Bots now generate 57% of web traffic, surpassing human visits for first time
Bots now make up about 57% of all web traffic, passing human requests for the first time. Cloudflare data shows automated calls to web pages are between 57.3 and 57.5 percent, while humans account for roughly 42.6 percent. The company’s chief executive said this shift arrived earlier than his 2027 forecast.
Microsoft released a new family of AI models called Microsoft AI, or MAI. The flagship model, MAI-Thinking-1, has about 35 billion active parts that work together in a mixture‑of‑experts design. It performs well on software tests, solves hard math and coding problems, and can handle long texts while using less compute, making it fit for large businesses.
Enterprises are now using groups of AI agents that work together on tasks.

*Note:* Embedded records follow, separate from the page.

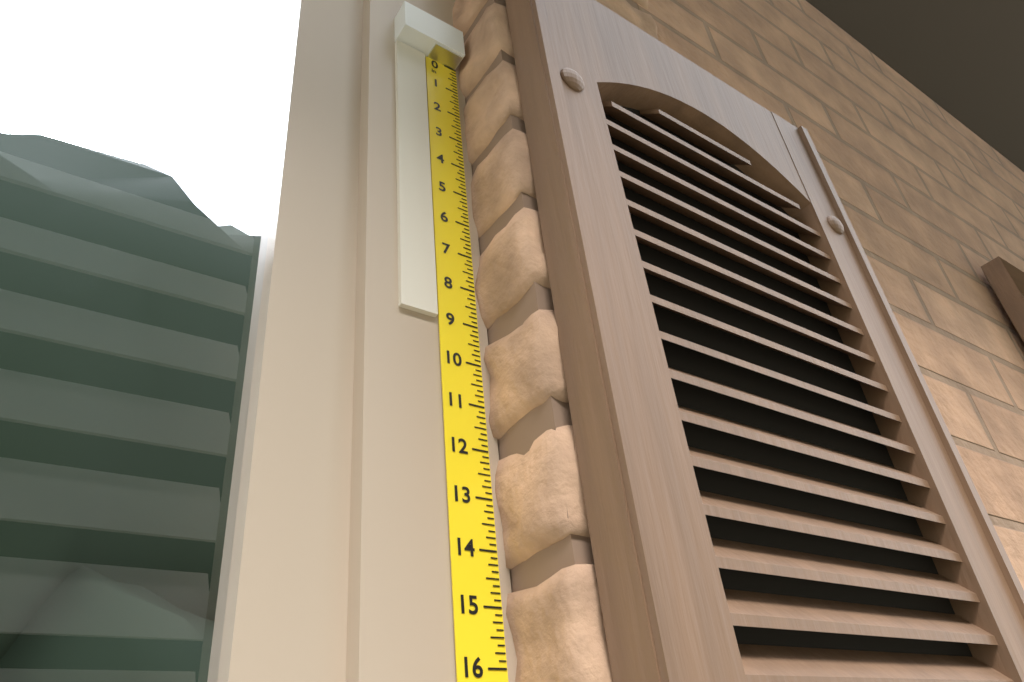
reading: 9.000 in
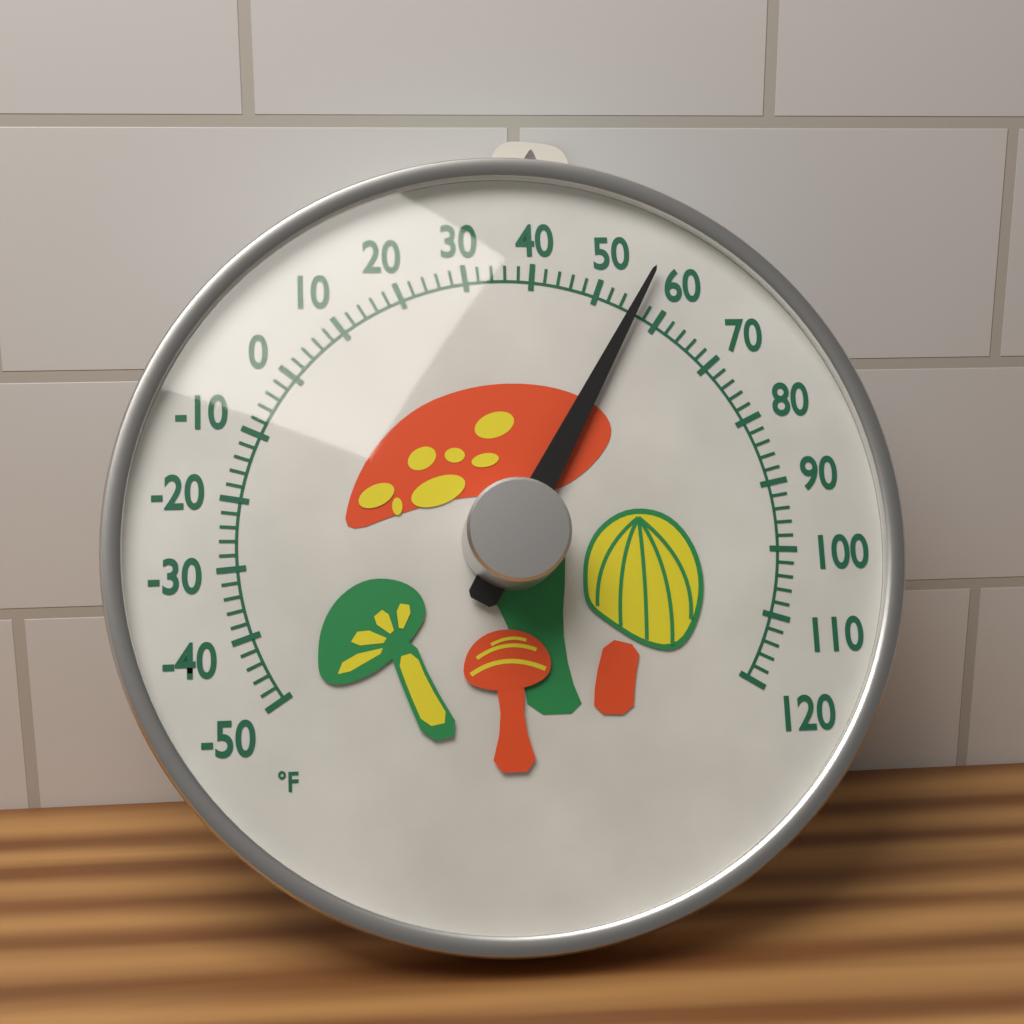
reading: 56 °F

One agent may gather data, another may analyze it, and a third may act on the results. Companies say this cuts screening time by half and speeds up onboarding dramatically. Analysts expect these multi‑agent systems to become a major trend in 2026 and to drive big revenue gains.

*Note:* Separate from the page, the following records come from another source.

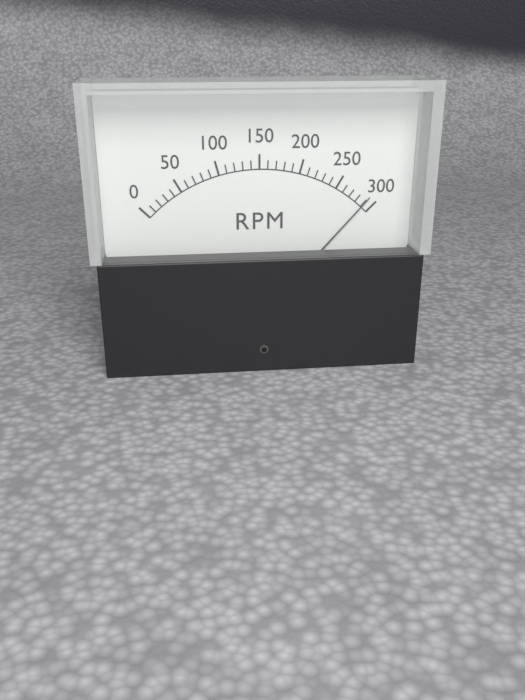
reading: 290 RPM
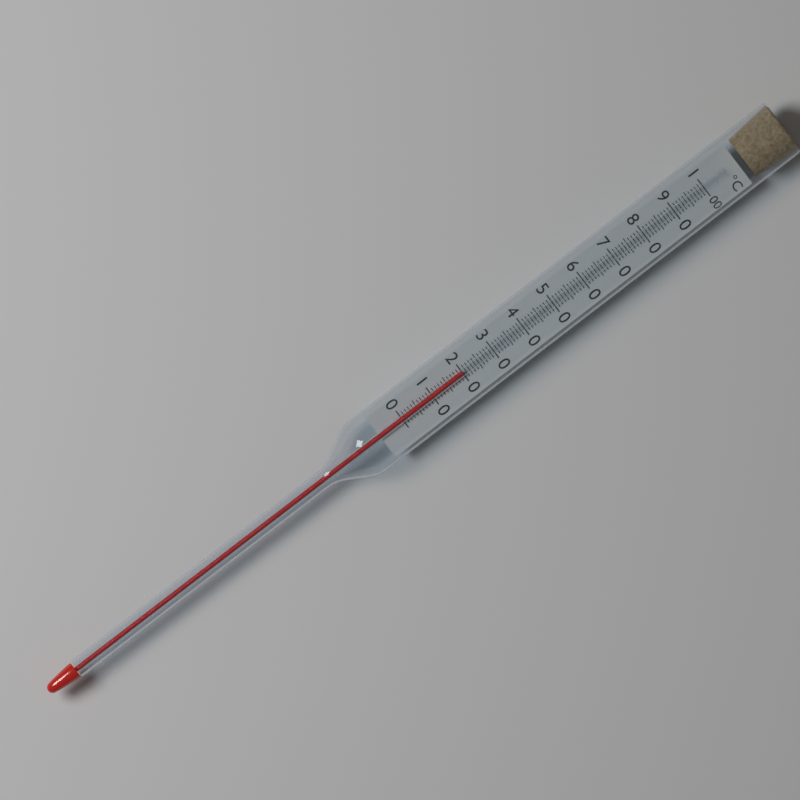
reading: 20 °C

The rise in agent traffic creates pressure on web servers. Sites see higher loads and need better ways to spot and control bots. Operators must build plans to handle large volumes of automated requests while still giving humans a smooth experience.
More AI agents mean a need for stronger rules, security, and real‑time control. Models like MAI-Thinking-1 will power smarter agents, and firms that ignore this change may fall behind. Those that invest in autonomous AI today will be best placed to succeed on an internet run largely by intelligent machines.